By the end of the project, Godley and Peers extracted silk from more than 1 million female golden orb spiders, which are abundant throughout Madagascar and known for the rich golden color of their silk. Because the spiders only produce silk during the rainy season, workers collected all the spiders between October and June.
Then an additional 12 people used hand-powered machines to extract the silk and weave it into 96-filament thread. Once the spiders had been milked, they were released into back into the wild, where Godley said it takes them about a week to regenerate their silk. “We can go back and re-silk the same spiders,” he said. “It’s like the gift that never stops giving.”
The resulting cloth is on display at the American Museum of Natural History in New York City. Link
German arachnologist Peter Jaeger has discovered 200 species of spiders in the past decade. Now he has named one of his finds after singer David Bowie. The new species, a large yellow spider in Malaysia, is called Heteropoda davidbowie. Jaeger said he named the spider to draw attention to the discovery, and to the endangered status of many spiders.
“It is working against time,” he said. “We are also quickly losing genetic resources that have evolved over more than 300 million years.”
Bowie had a 1972 album entitled The Rise and Fall of Ziggy Stardust and the Spiders from Mars. His 1987 tour was named the Glass Spider Tour. Link -via Digg
(image credit: Senckenberg Forschungsinstitute/Naturmuseen)
Ever wish that itsy bitsy crab you had for dinner were bigger, so that you could eat more of one instead of ordering another dish? Why not order a coconut crab, a Tasmanian giant crab or a Japanese spider crab? Who knows, with 13 ft of crab to deal with, you might not even be able to finish it all!
(Also available: escargot So big, you can’t even wrap your hands around it.)
This article over at Cracked also features jellyfish, spiders, worms and other creepy crawlies you would love to see magnified.
Puppies, kittens, infants: All adorable. And do you know why? Because they’re tiny. If you start to magnify these things, then you wind up with the substantially less cute wolves, jaguars and teenagers.

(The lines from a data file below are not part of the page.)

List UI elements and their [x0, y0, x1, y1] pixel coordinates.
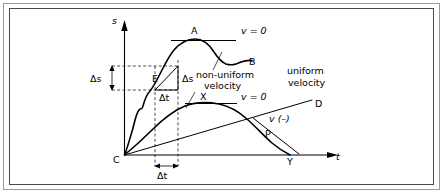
point-label-x: X: [200, 91, 207, 102]
origin-label-c: C: [113, 154, 120, 165]
delta-t-outer-arrow-left: [154, 163, 160, 168]
point-label-p: P: [265, 128, 271, 139]
delta-t-outer-label: Δt: [157, 170, 167, 181]
distance-time-diagram: s t C Δs Δt: [0, 0, 443, 193]
delta-t-inner-label: Δt: [159, 92, 169, 103]
delta-t-outer-dimension: [154, 163, 179, 168]
t-axis-label: t: [336, 151, 341, 162]
point-label-y: Y: [286, 156, 293, 167]
point-label-a: A: [191, 25, 198, 36]
non-uniform-label-line2: velocity: [204, 80, 242, 91]
delta-s-inner-label: Δs: [182, 73, 193, 84]
point-label-b: B: [249, 56, 256, 67]
point-label-d: D: [315, 98, 322, 109]
v-zero-top-label: v = 0: [241, 25, 267, 36]
figure-frame: s t C Δs Δt: [0, 0, 443, 193]
s-axis-arrowhead: [121, 20, 127, 31]
leader-line-to-curve-x: [186, 92, 195, 108]
delta-s-outer-label: Δs: [90, 73, 101, 84]
v-zero-mid-label: v = 0: [241, 91, 267, 102]
uniform-velocity-label-line2: velocity: [288, 77, 326, 88]
uniform-velocity-label-line1: uniform: [287, 65, 324, 76]
non-uniform-label-line1: non-uniform: [196, 69, 254, 80]
uniform-velocity-line-cd: [125, 100, 313, 155]
delta-s-outer-dimension: [109, 65, 114, 91]
s-axis-label: s: [112, 15, 117, 26]
v-negative-label: v (–): [269, 113, 290, 124]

Yes, if there’s one thing nature teaches us, it’s that what may start out as an adorable little animal friend can quickly turn into a Lovecraftian horror when its itty-bitty wittle mouth gets big enough to start eating your face. And when the little versions are already a little bit creepy, the big versions are the stuff nightmares are made of.
From the Upcoming ueue, submitted by Silver.
When travelling down a sand dune, the Saharan rolling spider (Araneus rota) is capable of rolling on its outstretched legs, achieving speeds of over 4 mph. It looks "like a small, unusually fast tumbleweed."
– via spiegel
From the Upcoming ueue, submitted by Minnesotastan.
French Performance Art outfit La Machine unveiled this 3 million dollar steampunk spider, La Princesse, as part of the City of Liverpool’s year as European Capital of Culture.
Over a four day period, La Princesse – in search of a nest – climbed walls, stalked the streets and sprayed unwary citizens. This huge construction (here seen in some wonderful pictures) was deemed a huge success – but possibly not by any resident arachnaphobes.
This is in fact a massive thirty six tonne hydraulic spider scaling the side of a city block in Liverpool, England. The city is of course best known for The Beatles. However, during its time as the European City of Culture visitors to one of its main railway stations, Lime Street, could have been forgiven for thinking that the city had been invaded by a different type of insect altogether.
Link – via webphemera
From the Upcoming ueue, submitted by taliesyn30.